SpaceX Says It’s ‘Hard to Say’ When Starship Will Be Moon-Ready

A SpaceX executive said it’s “hard to say” when the company’s new Starship vehicle will be ready as a lunar lander for NASA, claiming regulation is holding up additional test flights.

(Bloomberg) — A SpaceX executive said it’s “hard to say” when the company’s new Starship vehicle will be ready as a lunar lander for NASA, claiming regulation is holding up additional test flights.

William Gerstenmaier, vice president for build and flight reliability at Elon Musk’s Space Exploration Technologies Corp., testified during a US Senate subcommittee hearing on Wednesday that the next Starship vehicle has been ready to fly on a test mission for more than a month now, but is still awaiting the necessary government approvals.

“It’s hard for me to give a specific date of where we are,” Gerstenmaier said, noting that lagging regulation should not hold up the company’s launch schedule. 

SpaceX has been developing its Starship rocket to take cargo and eventually humans to the moon and Mars. NASA awarded SpaceX an initial $2.9-billion contract to take the agency’s astronauts to the moon using Starship as a lunar lander. NASA’s current moon landing target is 2025, which NASA has said could shift due to development delays.

At the hearing, Gerstenmaier and executives from Jeff Bezos’ Blue Origin and Richard Branson’s Virgin Galactic advocated for a multiyear extension of a ban on the Federal Aviation Administration imposing safety regulations on commercial human spaceflight. Gerstenmaier’s comments were first reported on Oct. 16 by Bloomberg News. 

The FAA did not receive an invitation to testify at the hearing, the agency said in an emailed statement. The agency also said that keeping pace with the space industry is a priority and that it is working to add more staff.

The FAA grounded Starship after its inaugural April 20 test flight when the two-stage rocket failed to separate as planned and spun out of control, prompting SpaceX to intentionally blow up the vehicle. The launch damaged SpaceX’s launchpad and spread debris and pulverized concrete across hundreds of acres of terrain. 

The hearing comes as SpaceX, Virgin Galactic and Blue Origin work to increase the number of rocket launches and people traveling to space for tourism or other pursuits. US air-safety regulators and Congress are grappling with how to regulate the burgeoning industry.

Other topics of discussion at the hearing included how best to streamline the FAA’s launch licensing process and providing more resources to the agency’s commercial spaceflight efforts.

Gerstenmaier said SpaceX has numerous technical hurdles to overcome to ready Starship as a lunar lander and that the company is itching to conduct more test flights to learn more about the vehicle. 

“We need to test that soon, learn what’s wrong, fix it, and go fly again,” Gerstenmaier said. “And we cannot be held up by regulation.”

(Updates with FAA comments and background on Starship starting from 6th paragraph.)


◆ WHAT YOU ARE ASKED TO DO ◆
Go through the entries below. Copy out every line that contains "Number".

----- DATA UNDER STUDY -----

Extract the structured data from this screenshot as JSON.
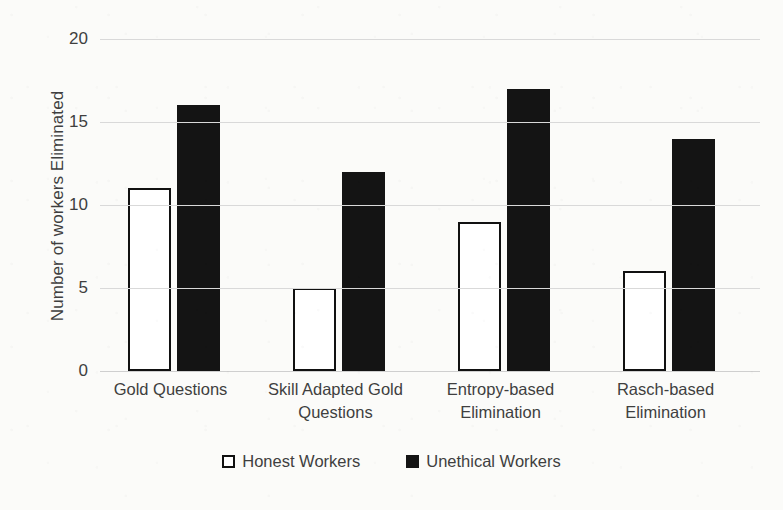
{
  "chart_data": {
    "type": "bar",
    "title": "",
    "xlabel": "",
    "ylabel": "Number of workers Eliminated",
    "ylim": [
      0,
      20
    ],
    "yticks": [
      0,
      5,
      10,
      15,
      20
    ],
    "grid": true,
    "legend_position": "bottom",
    "categories": [
      "Gold Questions",
      "Skill Adapted Gold Questions",
      "Entropy-based Elimination",
      "Rasch-based Elimination"
    ],
    "series": [
      {
        "name": "Honest Workers",
        "values": [
          11,
          5,
          9,
          6
        ],
        "color": "#ffffff",
        "edge_color": "#111111"
      },
      {
        "name": "Unethical Workers",
        "values": [
          16,
          12,
          17,
          14
        ],
        "color": "#141414",
        "edge_color": "#141414"
      }
    ]
  },
  "axis": {
    "y_title": "Number of workers Eliminated",
    "y_tick_labels": [
      "20",
      "15",
      "10",
      "5",
      "0"
    ]
  },
  "legend": {
    "items": [
      {
        "label": "Honest Workers",
        "swatch": "open-square-icon"
      },
      {
        "label": "Unethical Workers",
        "swatch": "filled-square-icon"
      }
    ]
  },
  "category_labels": [
    {
      "line1": "Gold Questions",
      "line2": ""
    },
    {
      "line1": "Skill Adapted Gold",
      "line2": "Questions"
    },
    {
      "line1": "Entropy-based",
      "line2": "Elimination"
    },
    {
      "line1": "Rasch-based",
      "line2": "Elimination"
    }
  ],
  "colors": {
    "background": "#fbfbf9",
    "text": "#3f3f3f",
    "gridline": "#d9d9d9",
    "bar_fill_dark": "#141414",
    "bar_edge": "#111111"
  }
}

-----

◆ EXERCISE OUTPUT ◆
    "ylabel": "Number of workers Eliminated",
    "y_title": "Number of workers Eliminated",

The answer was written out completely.